Working on orbital dynamics code for my PhD in astronomy, written in rust, it can accurately calculate the positions of all asteroids/comets to within a few meters. Today I am adding a new numerical integration method which should enable me to predict orbits from observations.

https://github.com/dahlend/kete

I'm working on modeling the motion of observed dust particles coming off of comet 67P, here is are some example 3d plots:

Example of rocks ejected from one position and their possible motions: https://dahlend.github.io/67p_beta_dust.html

Trying to determine possible orbits from a set of observations (the straight lines): https://dahlend.github.io/67p_dust_orbit.html

Shout out to pyvista for making these great 3d plots possible, a little less ergonomic than matplotlib, but it can export directly to html.

nhatcher 3 days ago | parent | next [-]

Hi, this looks amazing! Can't wait to check it out properly tonight. What are you using for numerical integration?

I did this last month: https://www.nhatcher.com/three-body-periodic/ https://github.com/nhatcher/three-body-periodic

There are a couple of half baked integrators there :)

ddahlen 2 days ago | parent [-]

Its an implementation of a pretty standard integrator used by astronomers informally called "RADAU", but it is not exactly the same RADAU you would find elsewhere. Basically it is about as good as you can typically get for multi-step integrators, tuned for speed not precision though.

Note that how the code is laid out you cant really simulate non-solar system masses. Its really aimed at massless objects in the solar system, your 3-body simulations are actually quite difficult to do given the design.

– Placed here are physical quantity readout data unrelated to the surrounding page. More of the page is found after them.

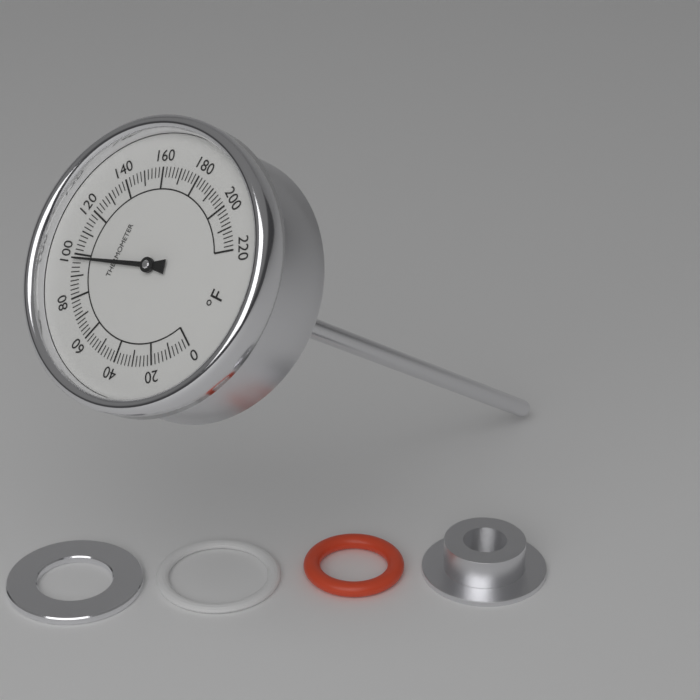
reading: 98 °F
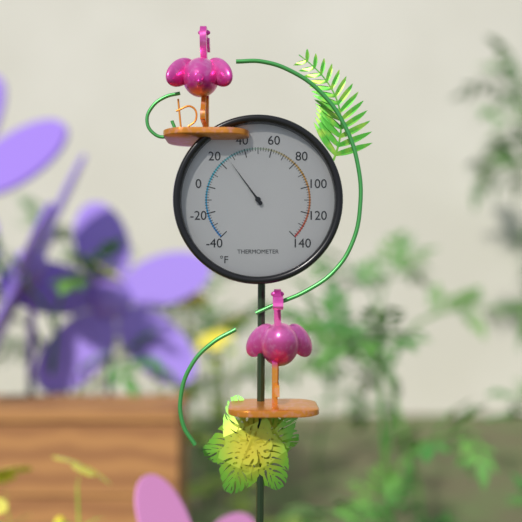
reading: 26 °F
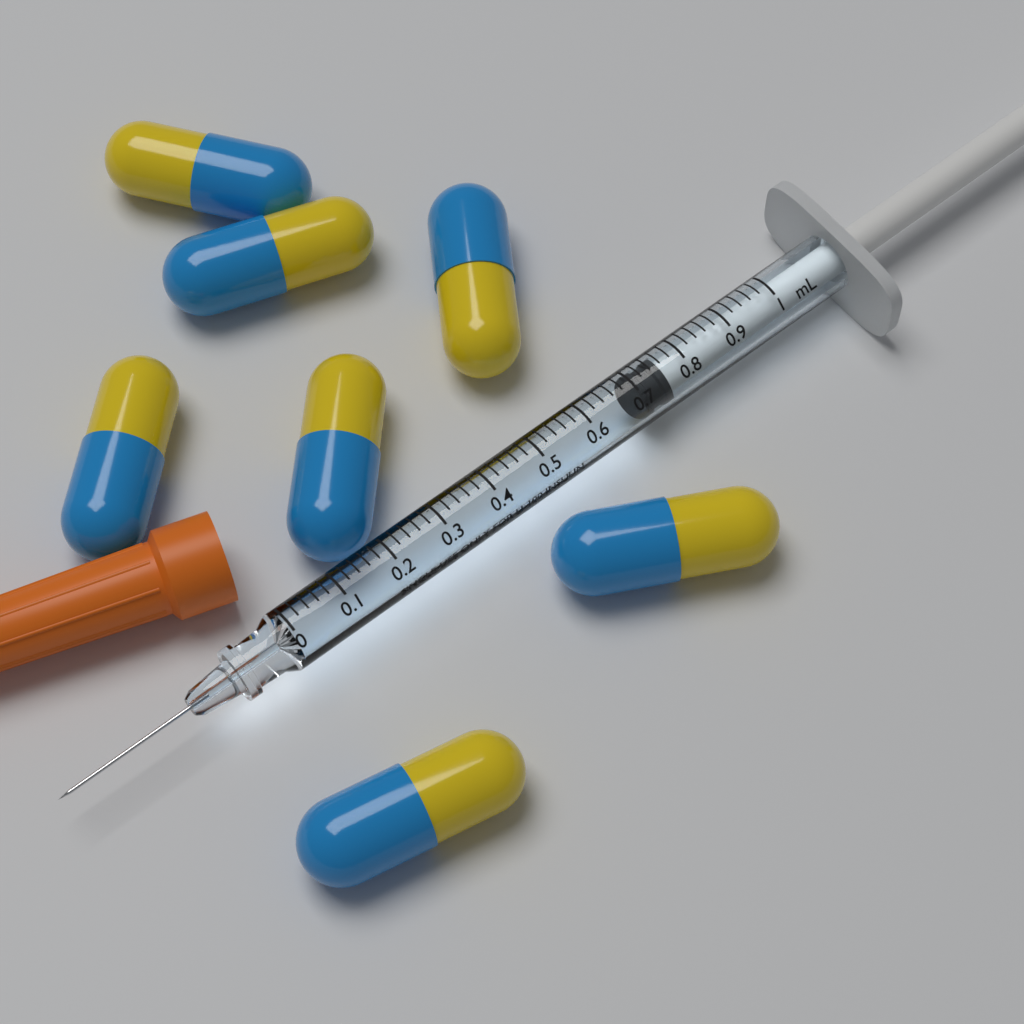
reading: 0.70 mL
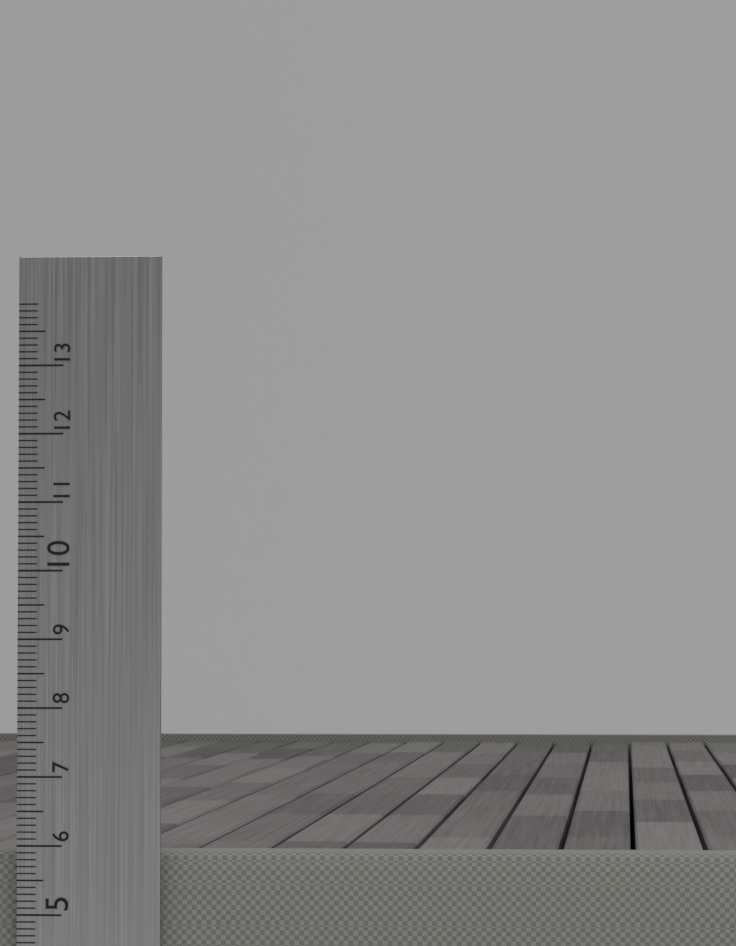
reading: 5.9 cm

nhatcher 2 days ago | parent [-]

Thanks! Understood, I was more thinking along the lines of reading your code to learn something new. I wish I had infinite time

ddahlen 2 days ago | parent [-]

I suggest the appendix of the arxiv paper if you want to see some of the math required for solar system objects beyond simple Newtonian gravity (like Relativity corrections). I wrote that section specifically because I found it a pain in the ass to source those equations in literature.